Weekly Devlog #11 - Of Baskets & Blood


Hello everyone!

I took a couple of weeks off to travel with my family. But now I’m back, batteries recharged, and ready to continue working on the game!

In this devlog, I’ll talk about the rework of the entire questing system and how quests are now generated.

The problems with the current quests

The current quest system was always meant to be a placeholder, something to provide basic progression. But I always knew it was insufficient and, frankly, not interesting. Until now, quests were generated like this:

  • Search for a nearby enemy site;
  • Create a quest on the spot;
  • Give the quest to the player.

Completing or not a quest has no impact on the world. They’re repetitive and, most importantly, tell absolutely no story.

The new questing system

New quests are no longer generated when you talk to an NPC. Instead, events might happen during history generation, and those events may become quests.

For example, let’s look at the toy quest I developed this week. The quest is to search for a person who went missing while foraging in the forest.

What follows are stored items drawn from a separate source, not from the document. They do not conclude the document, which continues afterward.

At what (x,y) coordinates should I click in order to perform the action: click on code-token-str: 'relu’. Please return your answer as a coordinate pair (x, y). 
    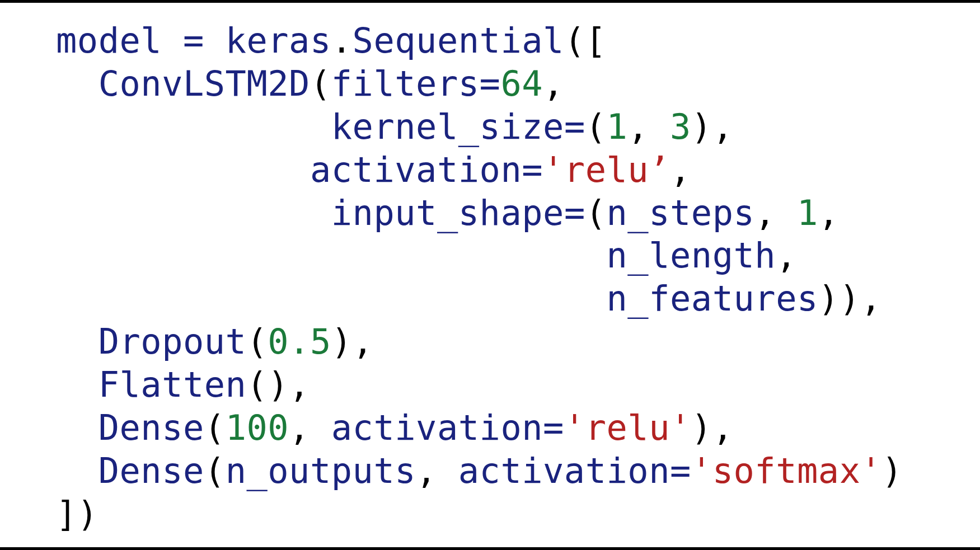
    Looking at the image, I should click on (607, 170).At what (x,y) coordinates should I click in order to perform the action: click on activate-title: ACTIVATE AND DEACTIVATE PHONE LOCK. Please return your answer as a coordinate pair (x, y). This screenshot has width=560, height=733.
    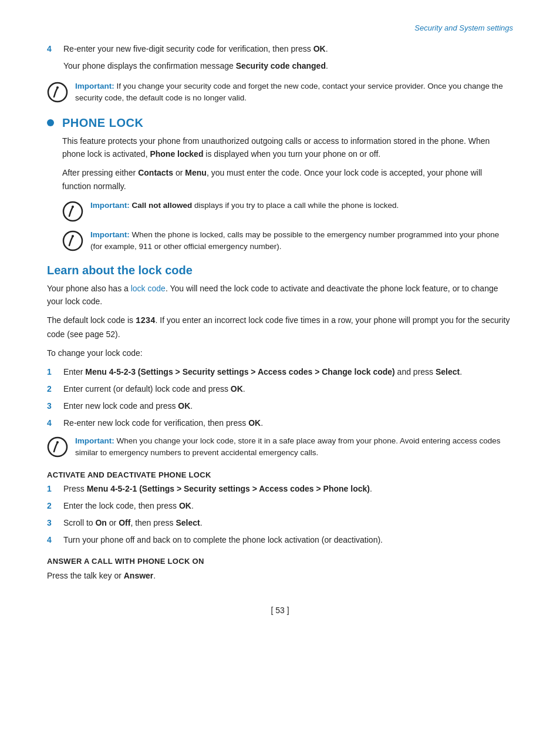
    Looking at the image, I should click on (280, 475).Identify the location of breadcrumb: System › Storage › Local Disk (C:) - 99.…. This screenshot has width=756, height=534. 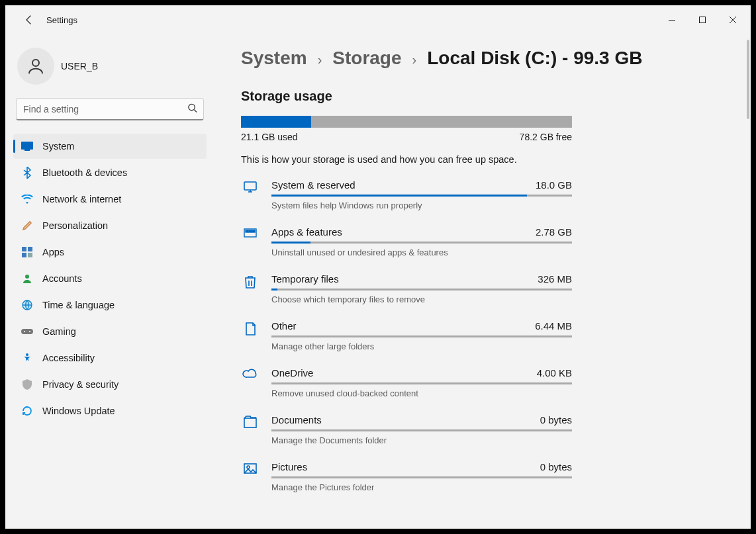
(483, 58).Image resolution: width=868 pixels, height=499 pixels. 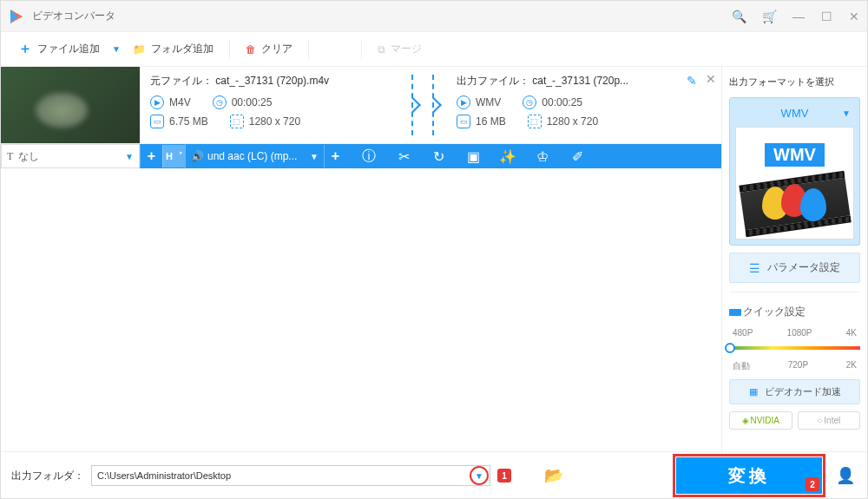 I want to click on clear-button: 🗑 クリア, so click(x=269, y=49).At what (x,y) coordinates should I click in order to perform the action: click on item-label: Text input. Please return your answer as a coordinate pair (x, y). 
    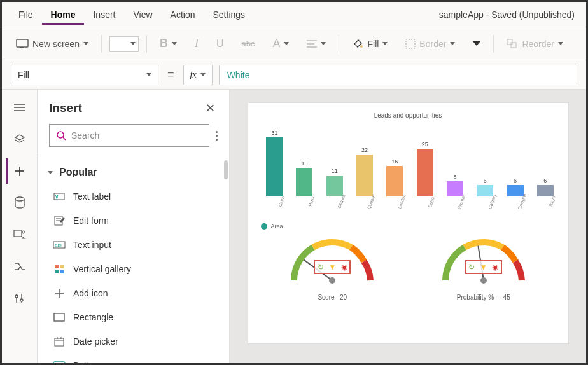
    Looking at the image, I should click on (92, 245).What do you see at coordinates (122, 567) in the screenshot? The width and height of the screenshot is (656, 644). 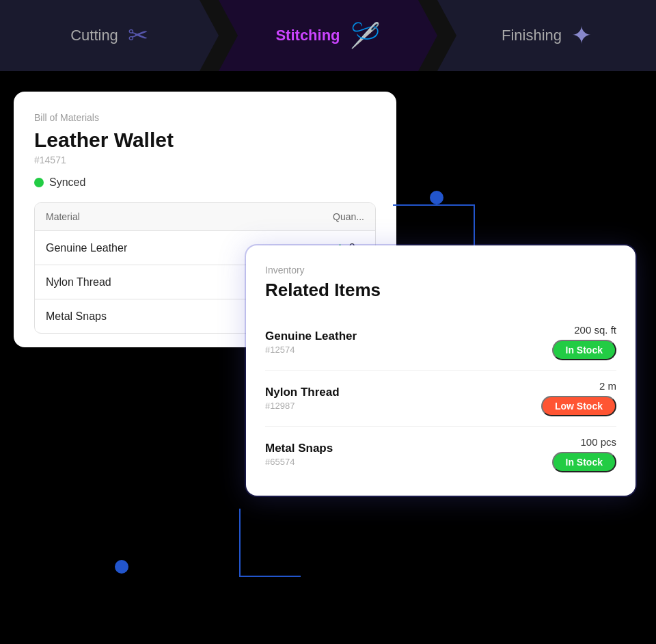 I see `connector-dot-bottom` at bounding box center [122, 567].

The whole “lifecycle” of the quest looks like this:

  • Someone randomly decides to forage in the wilderness near a predator pack or bandit camp;
  • They fight and end up wounded or dead, creating an encounter;
  • A relative back in the city notices their disappearance and creates a quest;
  • The player talks to this person and accepts the quest;
  • The player investigates the area, kills the predators (maybe), and returns with the information;
  • The quest is completed.

Oh no, what happened here?

At any point during these events, the outcome might change. The person might win the battle, bringing back loot or carrying scars for life. Or maybe they don’t have any relatives or friends in town, and they simply become a lonely body you can stumble upon while exploring.

The great thing about this system is that even if a quest never gets created, a story still exists. A story that can be uncovered by the player, even if just for flavor.

I used the word “encounter” several times, so let’s talk about that. I borrowed the term from D&D, where it means a small modular scenario with a map, enemies, and so on. In D&D, a DM creates encounters on the fly or picks them from a list, so we don’t expect them to repeat. In the game, however, scenarios are chosen from a pool of possibilities. I took a lot of inspiration from the concept of “Zone stories” from Project Zomboid.

Encounters are essentially hand-made modules dropped into a procedural world. They bring flavor, style, and the developer’s (or modder’s) touch while keeping the replayability and unpredictability of procedural generation.

Other changes

I also reworked the chat screen to be more functional and pleasant, although it’s still not 100% complete. I’ve made some performance improvements and added a random event during history generation that allows people to migrate between settlements (previously each town was usually dominated by a single family).

New chat screen

What’s next?

I still have a few wrinkles to iron out in the new quest and encounter system, so next week I might not have much new to report besides “hey, I finished what I said last week.” For the update as a whole, I plan to add a total of four encounters/quests (a 1:1 replacement for the old, boring quests) and a notice board in every city so players can find all quests in one place.

I also want to add a new lower tier for all weapon types: a club, a makeshift sword, and a lumberjack’s axe. These will be cheaper and weaker than the current weapon tiers, intended as starter weapons to increase progression. This will require quite a bit of rebalancing.

This is it for this week, and don’t forget to wishlist Tales of Kathay on Steam!